Like the Isis she loved so much, Olivia was a consummate shapeshifter: not to conceal or deceive, but able to fit herself into any situation, any mood, whatever was needed at the time. She did so effortlessly, with an eccentric, brilliant heart made of love. She spoke her mind, she truly tried to listen, and she accepted everything and everyone.
In 2011, during her usual autumn visit, Olivia told Deena that she wanted to see me again, but privately, not during the usual gathering. When I asked why, I was told that Olivia wanted to renew the vows I had originally taken in 1993 if I was willing, to "fix what had been left unfinished," as Deena put it. On October 29, I was re-consecrated as a priestess in the Fellowship.
Left to Right: Rev. Kiel, Rev. Deena, myself, Rev. Ray and Lady Olivia. |
Later that afternoon, we ate and talked while watching movies and entertaining various guests. That evening, I gave her a goodbye hug, and for some reason, we both ended up crying. I looked down (Olivia wasn't very tall in stature, but huge in spirit) to see what was wrong, and she just nodded and stared at me for a minute, then and whispered in my ear, "You do your Mother's work." I nodded back and promised I'd keep trying, then hugged Deena goodbye and headed home.

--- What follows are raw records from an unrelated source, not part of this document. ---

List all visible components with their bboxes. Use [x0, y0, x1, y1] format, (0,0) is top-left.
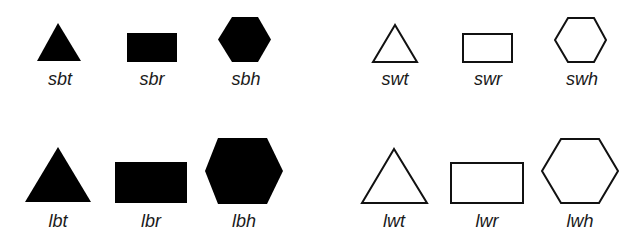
label-sbh: sbh [231, 70, 260, 88]
label-swh: swh [566, 70, 598, 88]
large-white-rectangle-icon [451, 163, 523, 203]
label-lbh: lbh [232, 212, 256, 230]
large-black-hexagon-icon [205, 138, 283, 204]
label-lbt: lbt [48, 212, 67, 230]
small-white-hexagon-icon [555, 18, 606, 62]
label-lwr: lwr [476, 212, 499, 230]
label-sbt: sbt [48, 70, 72, 88]
large-black-triangle-icon [25, 147, 91, 202]
small-black-triangle-icon [37, 23, 81, 61]
small-white-rectangle-icon [463, 34, 512, 62]
shapes-diagram [0, 0, 642, 238]
label-lwh: lwh [566, 212, 593, 230]
label-lbr: lbr [141, 212, 161, 230]
small-white-triangle-icon [373, 25, 417, 62]
large-white-triangle-icon [362, 149, 427, 203]
small-black-hexagon-icon [218, 17, 271, 62]
label-sbr: sbr [139, 70, 164, 88]
large-black-rectangle-icon [115, 162, 187, 203]
label-swr: swr [474, 70, 502, 88]
small-black-rectangle-icon [127, 33, 177, 62]
large-white-hexagon-icon [542, 139, 618, 203]
label-swt: swt [382, 70, 409, 88]
label-lwt: lwt [383, 212, 405, 230]
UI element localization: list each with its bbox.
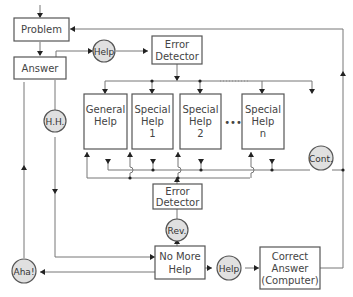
general-help-box: General Help	[84, 94, 127, 149]
correct-answer-box: Correct Answer (Computer)	[260, 247, 320, 289]
svg-text:Help: Help	[219, 264, 240, 274]
hh-circle: H.H.	[44, 110, 66, 132]
svg-text:General: General	[86, 104, 125, 115]
error-detector-bottom-box: Error Detector	[153, 184, 202, 209]
svg-text:Help: Help	[94, 47, 115, 57]
svg-text:Help: Help	[169, 264, 192, 275]
special-help-2-box: Special Help 2	[180, 94, 221, 149]
svg-text:Special: Special	[182, 104, 218, 115]
svg-text:Special: Special	[134, 104, 170, 115]
svg-text:Error: Error	[165, 186, 190, 197]
help-circle-bottom: Help	[217, 256, 241, 280]
svg-text:2: 2	[197, 128, 203, 139]
aha-circle: Aha!	[12, 259, 36, 283]
svg-text:Answer: Answer	[22, 63, 60, 74]
cont-circle: Cont.	[309, 146, 333, 170]
svg-text:Aha!: Aha!	[14, 267, 35, 277]
svg-text:Help: Help	[94, 116, 117, 127]
svg-text:Error: Error	[165, 39, 190, 50]
svg-text:Detector: Detector	[156, 197, 200, 208]
special-help-n-box: Special Help n	[242, 94, 284, 149]
svg-text:Answer: Answer	[272, 263, 310, 274]
svg-text:(Computer): (Computer)	[261, 275, 319, 286]
special-help-1-box: Special Help 1	[132, 94, 173, 149]
svg-text:Help: Help	[189, 116, 212, 127]
help-circle-top: Help	[93, 40, 115, 62]
svg-text:Help: Help	[141, 116, 164, 127]
rev-circle: Rev.	[166, 219, 188, 241]
svg-text:Correct: Correct	[272, 251, 309, 262]
svg-text:Special: Special	[245, 104, 281, 115]
svg-text:Cont.: Cont.	[309, 154, 333, 164]
error-detector-top-box: Error Detector	[152, 36, 202, 64]
svg-text:Detector: Detector	[155, 51, 199, 62]
svg-text:Problem: Problem	[21, 24, 62, 35]
answer-box: Answer	[14, 57, 66, 79]
ellipsis-more-helps: •••	[224, 117, 242, 128]
svg-text:H.H.: H.H.	[46, 117, 65, 127]
svg-text:Rev.: Rev.	[168, 226, 187, 236]
svg-text:Help: Help	[252, 116, 275, 127]
svg-text:1: 1	[149, 128, 155, 139]
help-flow-diagram: Problem Answer Help Error Detector Gener…	[0, 0, 353, 297]
no-more-help-box: No More Help	[155, 246, 205, 279]
svg-text:No More: No More	[159, 251, 201, 262]
problem-box: Problem	[14, 18, 69, 41]
svg-text:n: n	[260, 128, 266, 139]
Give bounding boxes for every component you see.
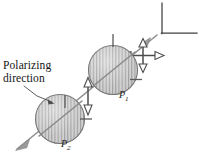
source-frame-bracket [161,3,197,34]
label-polarizer-p1: P1 [119,89,129,103]
polarization-figure: Polarizing direction P1 P2 [0,0,199,160]
caption-line-2: direction [3,72,51,85]
beam-axis-line [16,35,158,151]
polarizer-disk-p2 [36,95,93,144]
label-polarizer-p2: P2 [61,138,71,152]
caption-line-1: Polarizing [3,59,51,72]
polarizer-disk-p1 [89,34,143,95]
leader-line-polarizing-direction [24,86,55,105]
polarizing-direction-caption: Polarizing direction [3,59,51,85]
label-p2-subscript: 2 [67,144,71,152]
polarized-light-arrow [84,78,92,116]
label-p1-subscript: 1 [125,95,129,103]
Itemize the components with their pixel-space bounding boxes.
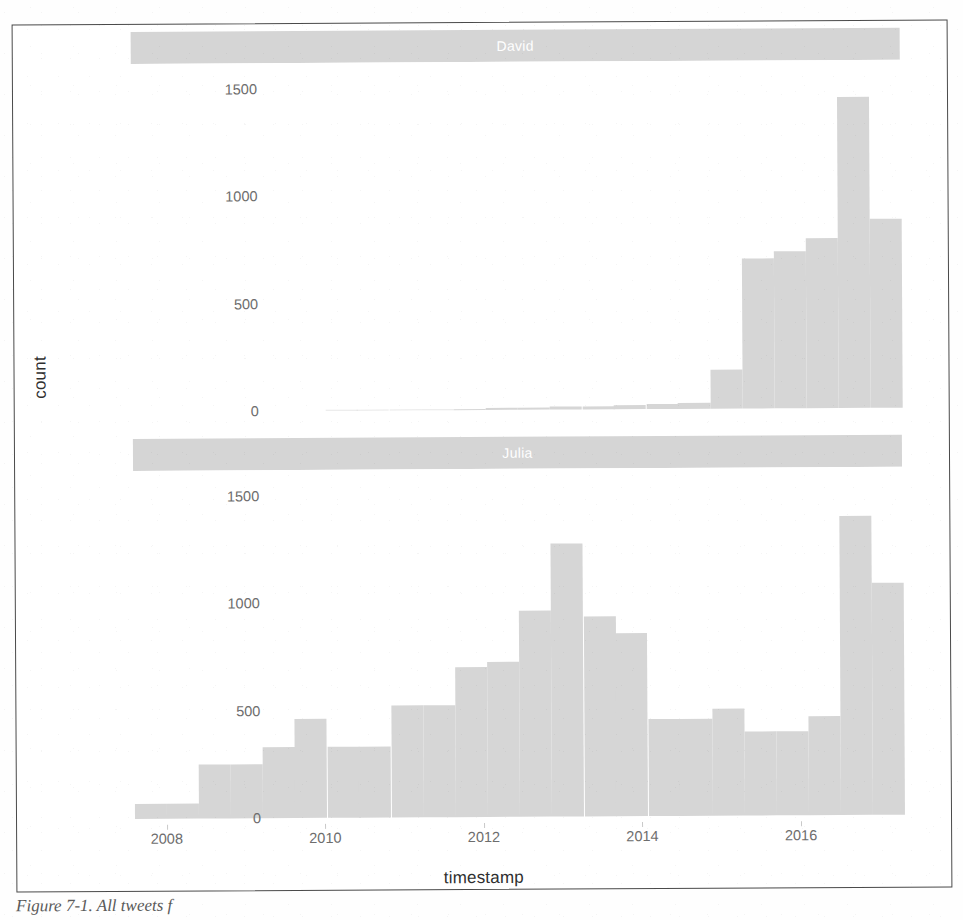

I didn't get to see either of them again. Two months later, I moved to California, and after my father's death at the end of September 2012, I was unable to attend any 2012 FOI-related events. Deena passed to the Beautiful West in January 2013. Now, Olivia has gone to catch up with Deena, with her own brother, with our friend Isaac (whom she persisted in calling "Simon," and I still don't know why) and with all the other wonderful beings she'd already been talking to for most of her life. If I envy Olivia anything, it's that she probably had less of an issue with death than most of us ever will, since she spent most of her life halfway on that side anyhow. I am certain she will have many more adventures. I might even keep sending her letters. Surely, someone over there has some brown paper envelopes, though postage costs must be astronomical....
Joan Forest Mage, a Chicago FOI priestess, posted some of the lines from the Dolce Domum ritual that Olivia wrote for the Fellowship as a memorial. One of them jumps out at me: "Nothing that is original can perish." If that's the case, then Lady Olivia Robertson will outlive the end of time.
Hail and senebty, Lady Olivia. Maybe she will run into my mother during the transition period, too.
ReplyDeleteA heartfelt, sad and beautiful post.
ReplyDeleteThank you.
This was so beautifully written. I could feel those feelings of hurt and questioning...Your writing captured those experiences so well. Thank you for sharing.
ReplyDeleteThank you. We had a long time together, some of it bittersweet, but all of it profound. I miss her.
ReplyDeleteJust beautiful, very moving, and FULL of the Lady Olivia spark I know only too well❤ Thank you so much for sharing your personal experiences. These are a treasure. Senebty!